One of the most mysterious poems in the Thanksgiving Hymns describes a woman in labor during a cosmic storm—and what she gives birth to may be the Messiah.
The hymn (column 11) opens with images of apocalyptic distress. "The gates of Sheol open. All the snares of the Pit spread wide." The earth shudders. The foundations of the wall crack. The poet describes a woman writhing in agony—"She who is pregnant with a man is afflicted in her pangs"—and the child she bears is called a "Wonderful Counselor" (Pele Yoetz, פלא יועץ), echoing the messianic language of (Isaiah 9:5).
Scholars have debated for decades what this birth represents. Is the woman the community itself, giving birth to the messianic age through its suffering? Is she a cosmic figure, a heavenly mother laboring to bring forth redemption? Or is this a literal messianic prophecy—the birth of a divine warrior who will shatter the forces of darkness?
The text offers no easy answers. What it does make clear is that the birth happens in the midst of terrible suffering. The woman labors "at the gates of death." Waves of destruction crash against the walls. Demons and chaos threaten to swallow everything. And yet, from this agony, something extraordinary emerges—a child of power, a figure of wonder, born not in comfort but in cosmic catastrophe. The message is unmistakable: in the theology of the Dead Sea community, redemption does not arrive gently. It tears its way into the world through pain.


## Exercise objective
Exactly as written, please repeat the data that follows, but not the pictures.

## Data under study
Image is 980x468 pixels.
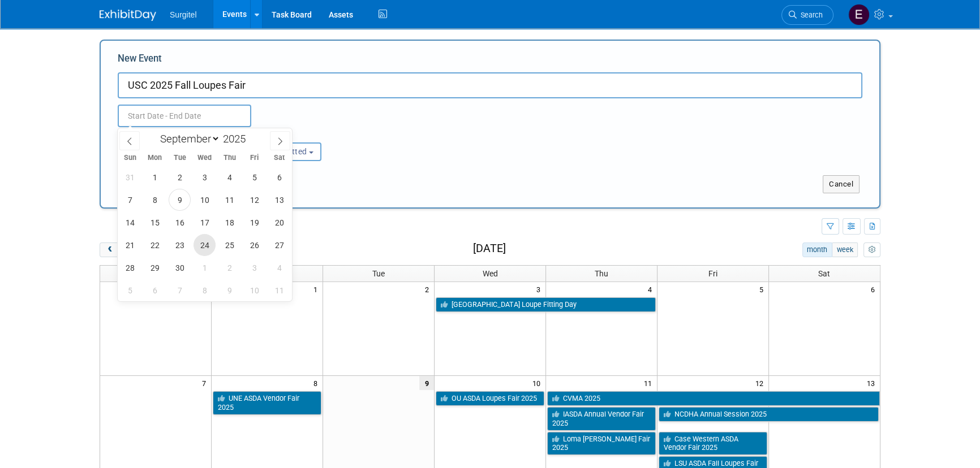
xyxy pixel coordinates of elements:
a: CVMA 2025 [547,391,879,406]
i: Personalize Calendar [868,246,875,254]
span: October 1, 2025 [194,256,216,278]
span: September 27, 2025 [268,234,290,256]
button: myCustomButton [863,242,880,257]
button: month [802,242,832,257]
span: Sat [267,154,292,162]
span: 3 [535,282,545,296]
span: September 9, 2025 [168,189,190,211]
span: September 1, 2025 [144,166,166,188]
span: 12 [754,376,768,390]
span: September 5, 2025 [243,166,265,188]
span: September 6, 2025 [268,166,290,188]
span: 6 [869,282,879,296]
span: September 25, 2025 [218,234,240,256]
span: Fri [708,269,717,278]
span: October 2, 2025 [218,256,240,278]
span: September 8, 2025 [144,189,166,211]
span: September 24, 2025 [194,234,216,256]
a: Search [781,5,833,25]
img: ExhibitDay [100,10,156,21]
span: 10 [531,376,545,390]
a: UNE ASDA Vendor Fair 2025 [213,391,321,414]
span: September 30, 2025 [168,256,190,278]
span: September 28, 2025 [119,256,141,278]
span: October 8, 2025 [194,279,216,302]
span: October 6, 2025 [144,279,166,302]
span: Tue [372,269,385,278]
a: OU ASDA Loupes Fair 2025 [435,391,544,406]
span: October 7, 2025 [168,279,190,302]
div: Participation: [244,127,354,142]
button: prev [100,242,121,257]
span: September 7, 2025 [119,189,141,211]
span: 7 [200,376,211,390]
a: NCDHA Annual Session 2025 [658,407,879,421]
input: Start Date - End Date [118,104,251,127]
span: Sat [818,269,829,278]
a: Loma [PERSON_NAME] Fair 2025 [547,432,656,455]
span: September 3, 2025 [194,166,216,188]
span: 1 [313,282,323,296]
span: August 31, 2025 [119,166,141,188]
span: Surgitel [170,10,197,19]
a: [GEOGRAPHIC_DATA] Loupe Fitting Day [435,297,656,312]
span: September 20, 2025 [268,211,290,233]
span: Fri [242,154,267,162]
span: September 22, 2025 [144,234,166,256]
span: September 10, 2025 [194,189,216,211]
span: September 15, 2025 [144,211,166,233]
a: Case Western ASDA Vendor Fair 2025 [658,432,767,455]
span: September 11, 2025 [218,189,240,211]
span: 13 [866,376,879,390]
span: 5 [758,282,768,296]
span: Wed [482,269,497,278]
span: September 4, 2025 [218,166,240,188]
a: IASDA Annual Vendor Fair 2025 [547,407,656,430]
span: September 23, 2025 [168,234,190,256]
span: 11 [643,376,657,390]
input: Name of Trade Show / Conference [118,72,862,98]
span: October 4, 2025 [268,256,290,278]
span: Tue [167,154,192,162]
button: week [832,242,857,257]
div: Attendance / Format: [118,127,227,142]
span: September 12, 2025 [243,189,265,211]
span: Mon [143,154,167,162]
span: September 21, 2025 [119,234,141,256]
span: September 19, 2025 [243,211,265,233]
h2: [DATE] [473,242,505,255]
span: October 3, 2025 [243,256,265,278]
span: September 13, 2025 [268,189,290,211]
select: Month [155,132,220,146]
span: 8 [313,376,323,390]
span: October 9, 2025 [218,279,240,302]
span: September 17, 2025 [194,211,216,233]
span: September 29, 2025 [144,256,166,278]
span: September 18, 2025 [218,211,240,233]
span: Thu [594,269,608,278]
span: Search [796,11,823,19]
span: Sun [118,154,143,162]
span: 2 [424,282,434,296]
span: September 14, 2025 [119,211,141,233]
button: Cancel [823,175,859,193]
span: Thu [217,154,242,162]
span: 4 [647,282,657,296]
span: Wed [192,154,217,162]
span: September 26, 2025 [243,234,265,256]
span: October 5, 2025 [119,279,141,302]
img: Event Coordinator [848,4,869,25]
label: New Event [118,52,162,70]
span: October 10, 2025 [243,279,265,302]
span: September 16, 2025 [168,211,190,233]
input: Year [220,132,254,145]
span: October 11, 2025 [268,279,290,302]
span: September 2, 2025 [168,166,190,188]
span: 9 [419,376,434,390]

## Result of the task
Image is 980x468 pixels.
xyxy pixel coordinates of elements:
a: CVMA 2025 [547,391,879,406]
i: Personalize Calendar [868,246,875,254]
span: October 1, 2025 [194,256,216,278]
span: September 27, 2025 [268,234,290,256]
button: myCustomButton [863,242,880,257]
button: month [802,242,832,257]
span: Sat [267,154,292,162]
span: 3 [535,282,545,296]
span: September 9, 2025 [168,189,190,211]
span: September 1, 2025 [144,166,166,188]
span: 12 [754,376,768,390]
span: September 5, 2025 [243,166,265,188]
span: September 6, 2025 [268,166,290,188]
span: 6 [869,282,879,296]
span: September 25, 2025 [218,234,240,256]
span: Fri [708,269,717,278]
span: October 2, 2025 [218,256,240,278]
span: September 8, 2025 [144,189,166,211]
span: September 24, 2025 [194,234,216,256]
a: Search [781,5,833,25]
img: ExhibitDay [100,10,156,21]
span: 10 [531,376,545,390]
a: UNE ASDA Vendor Fair 2025 [213,391,321,414]
span: September 30, 2025 [168,256,190,278]
span: September 28, 2025 [119,256,141,278]
span: October 8, 2025 [194,279,216,302]
span: October 6, 2025 [144,279,166,302]
span: Tue [372,269,385,278]
a: OU ASDA Loupes Fair 2025 [435,391,544,406]
span: October 7, 2025 [168,279,190,302]
div: Participation: [244,127,354,142]
button: prev [100,242,121,257]
span: September 7, 2025 [119,189,141,211]
span: 7 [200,376,211,390]
a: NCDHA Annual Session 2025 [658,407,879,421]
input: Start Date - End Date [118,104,251,127]
span: Sat [818,269,829,278]
a: Loma [PERSON_NAME] Fair 2025 [547,432,656,455]
span: September 3, 2025 [194,166,216,188]
span: 1 [313,282,323,296]
span: August 31, 2025 [119,166,141,188]
span: Surgitel [170,10,197,19]
a: [GEOGRAPHIC_DATA] Loupe Fitting Day [435,297,656,312]
span: September 20, 2025 [268,211,290,233]
span: Fri [242,154,267,162]
span: September 22, 2025 [144,234,166,256]
span: September 10, 2025 [194,189,216,211]
span: September 15, 2025 [144,211,166,233]
a: Case Western ASDA Vendor Fair 2025 [658,432,767,455]
span: September 11, 2025 [218,189,240,211]
span: 13 [866,376,879,390]
span: 5 [758,282,768,296]
span: Wed [482,269,497,278]
span: September 4, 2025 [218,166,240,188]
a: IASDA Annual Vendor Fair 2025 [547,407,656,430]
span: September 23, 2025 [168,234,190,256]
span: 11 [643,376,657,390]
input: Name of Trade Show / Conference [118,72,862,98]
span: October 4, 2025 [268,256,290,278]
span: Tue [167,154,192,162]
button: week [832,242,857,257]
div: Attendance / Format: [118,127,227,142]
span: September 12, 2025 [243,189,265,211]
span: Mon [143,154,167,162]
span: September 21, 2025 [119,234,141,256]
span: September 19, 2025 [243,211,265,233]
h2: [DATE] [473,242,505,255]
span: October 3, 2025 [243,256,265,278]
span: September 13, 2025 [268,189,290,211]
select: Month [155,132,220,146]
span: 8 [313,376,323,390]
span: October 9, 2025 [218,279,240,302]
span: September 17, 2025 [194,211,216,233]
span: September 29, 2025 [144,256,166,278]
span: September 18, 2025 [218,211,240,233]
span: Thu [594,269,608,278]
span: Search [796,11,823,19]
span: Sun [118,154,143,162]
span: 2 [424,282,434,296]
span: September 14, 2025 [119,211,141,233]
button: Cancel [823,175,859,193]
span: Thu [217,154,242,162]
span: 4 [647,282,657,296]
span: Wed [192,154,217,162]
span: September 26, 2025 [243,234,265,256]
span: October 5, 2025 [119,279,141,302]
img: Event Coordinator [848,4,869,25]
label: New Event [118,52,162,70]
span: October 10, 2025 [243,279,265,302]
span: September 16, 2025 [168,211,190,233]
input: Year [220,132,254,145]
span: October 11, 2025 [268,279,290,302]
span: September 2, 2025 [168,166,190,188]
span: 9 [419,376,434,390]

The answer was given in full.